In my first tool chest I built the top of the till with a bunch of French-fitted compartments for chisels, block planes, a shoulder plane and drill bits. And for the first year I was well pleased. All the tools were in the right place and easy to get.
But then I realized that flexibility was more important than permanence. It wasn’t that my tool kit changed, but the projects I was building required a different set of tools. Sometimes I needed my grandfather’s carving tools handy. Bench-building requires lots of boring operations. Dovetailing needs quick access to chisels, saws and marking & measuring tools.
But not every project has dovetails.
With the chest I built in late 2010 I decided to skip the French-fitted dividers and live with open and flexible tool storage until I concluded that a certain tool needed – deserved – a permanent holder, such as a saw till.
I now have all my tools loaded up into my chest at home – the 48 tools in my core set plus a few that are on my list of “good-to-have tools.” This short video shows what the chest looks like with all the tools in place. There’s room for everything, plus then some.
And I’m sure I will eventually put in a few wooden dividers in the sliding tray to cordon things off, but they will be added sparingly, like dog holes in a workbench.

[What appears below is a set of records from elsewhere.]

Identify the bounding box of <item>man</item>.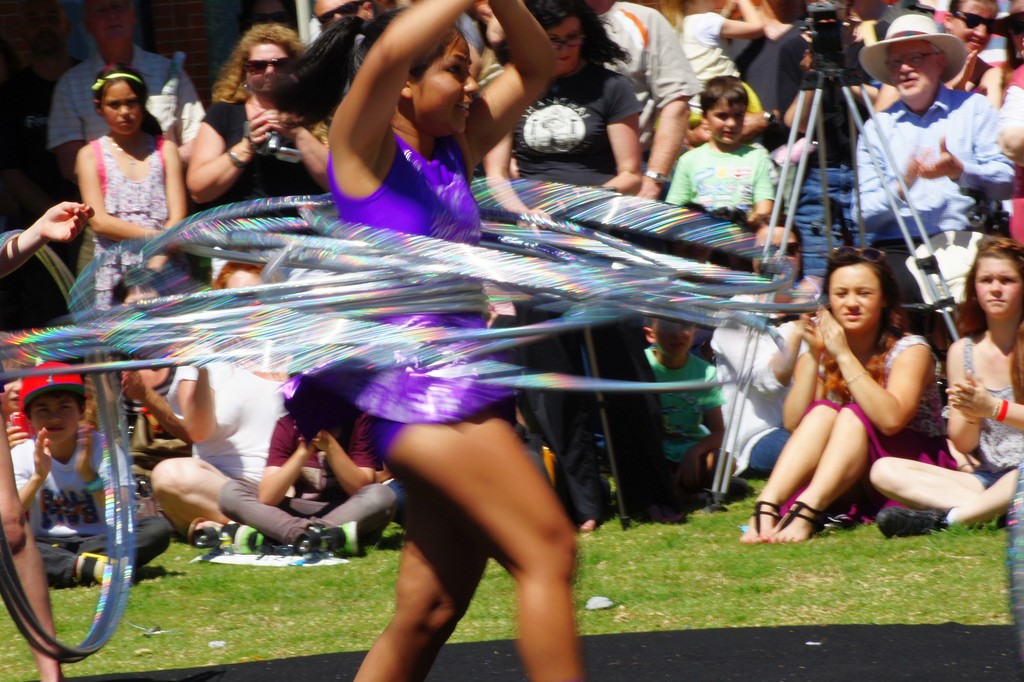
44:0:204:279.
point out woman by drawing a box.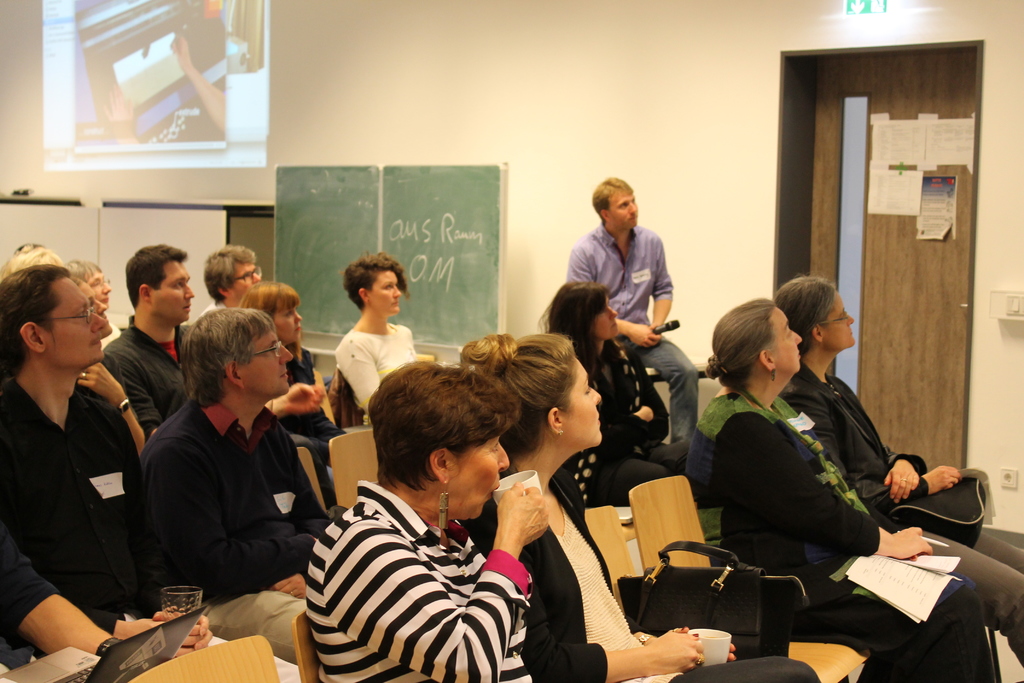
(460, 333, 823, 682).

Printing update: The pressroom made up the plates for the book on Friday and we are now on schedule to have the books shipped to us on May 23. So if you want to order “The Anarchist’s Tool Chest” with free domestic shipping, be sure to do that before May 23.
You can order the book with free domestic shipping here.
We have been selling these shirts at shows, but somehow through a trick of the light, memory or alcohol, we have neglected to add the shirts to our web site.
No wonder we aren’t selling very many.
We developed these shirts in response to customers who asked for a shirt made in the United States – like our other products. After searching high and low, we found these shirts and managed to hold the price at $12 each ($2 more for you who like XXL).
The shirts are gray in color (as opposed to being gray in smell?) and are 90 percent cotton and 10 percent polyester. The shirts are made in Los Angeles and are emblazoned with “Divide & Conquer” on the back plus “Lost art Press” in smaller type on the front.
As always, this slogan will be available until we run out of this batch. Then we use another slogan.